Thierry Noir: A Retrospective brings the artist to the capital’s Howard Griffin Gallery, and contains new and exciting works to be displayed on the replica wall, as well as archive material from his work on the original. Photographs from the period tell their own inspiring story, aided by interviews and film material. This not-to-be-missed exhibition runs from 4 April to 1 May.
“Here I am painting on the other side of the Berlin Wall in the Death Strip. The photo was taken by the Associated Press photographer, Hans-Jörg Krauss, who was a war photographer. It was taken while the Wall was falling down and people had hammered heavily on the wall, making holes in it. These holes were so big in some spots such as near to Checkpoint Charlie or the Reichstag, that it was possible to pass through the holes and paint the other side of the wall.”

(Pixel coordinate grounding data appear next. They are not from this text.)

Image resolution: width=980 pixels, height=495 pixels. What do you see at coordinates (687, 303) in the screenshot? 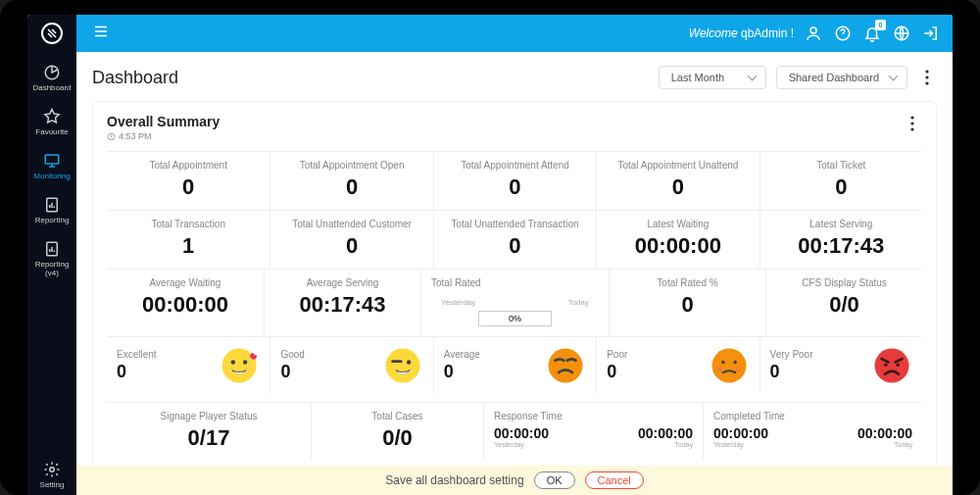
I see `stat-total-rated-pct: Total Rated %0` at bounding box center [687, 303].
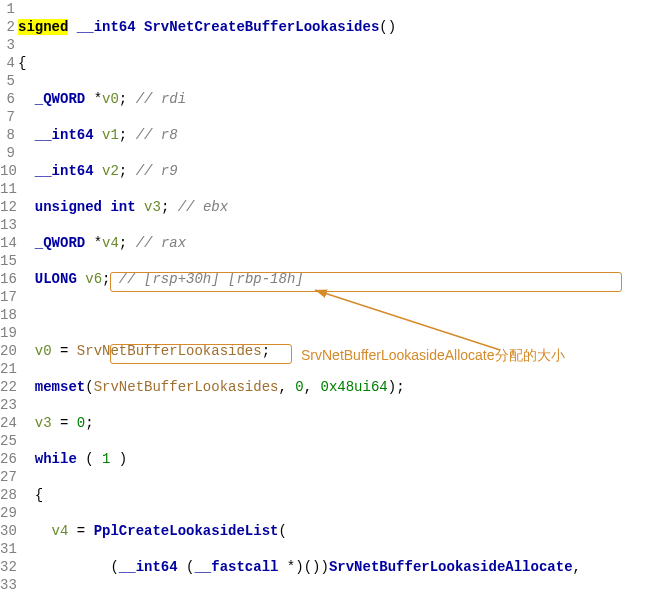  Describe the element at coordinates (8, 171) in the screenshot. I see `line-number: 10` at that location.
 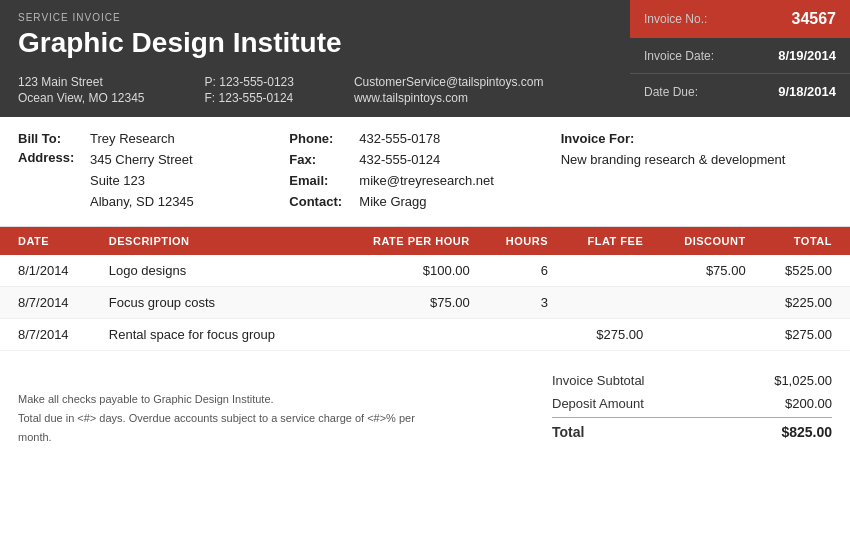 I want to click on invoice-no-value: 34567, so click(x=814, y=19).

“On 23rd October 3rd 1986, three months after I had painted the Statues of Liberty, I heard on the radio that Keith Haring was in Berlin to paint the Wall at Checkpoint Charlie. I went there and I saw that my statues were all gone, painted over by a huge amount of yellow paint. I talked with Keith about this and he was embarrassed and apologised to me. He said that: “in New York you can get killed for that”.”
“This elephant was one of the earliest paintings that I made on the Berlin Wall. I began to paint outside because I wanted to say that it is good to put art in the streets and not solely in museums and galleries.”
“This piece was a homage to Marcel Duchamp’s 1917 New York exhibition and the enormous scandal provoked by him in exhibiting a urinal. I put this piece up in April 1984, shortly after starting to paint the Wall.”
“This photo was taken in early 1990 near the Reichstag in Berlin. Here I am posing with Steffi Graf the famous German Tennis player. This was a very strange time for me to see that just a couple of months after the fall of the Wall it was already being used for advertising. These advertisements showed how the Western World had triumphed over the GDR and communism.”
“Here you can see Madame Rizolli with a piece of Berlin Wall that I painted. It was purchased at an Auction in Monaco on the 23rd of June 1990. Soldiers from the GDR came to remove the old Wall pieces one day and they were taken to Monaco to be sold. In total my pieces of wall sold for $1.5 million and I received none of the money. To this day it is still strange to see one of my Wall pieces inside a private house in the South of France.”
“This was a protest against the Population Census Boycott. Most of the citizens of Kreuzberg were against the population census of 1985 and the repetition of the heads makes the message stronger. That is why the person painted it there in the middle of my painting. I was very upset when I saw that in 30 seconds one stupid guy put his name just in the middle of the painting I made in three hours. Then I thought. What shall I do? Shall I sleep in front of the wall? Shall I call the police? In the end I just decided to repair the painting as quick as it was destroyed and this is what I continued to do.”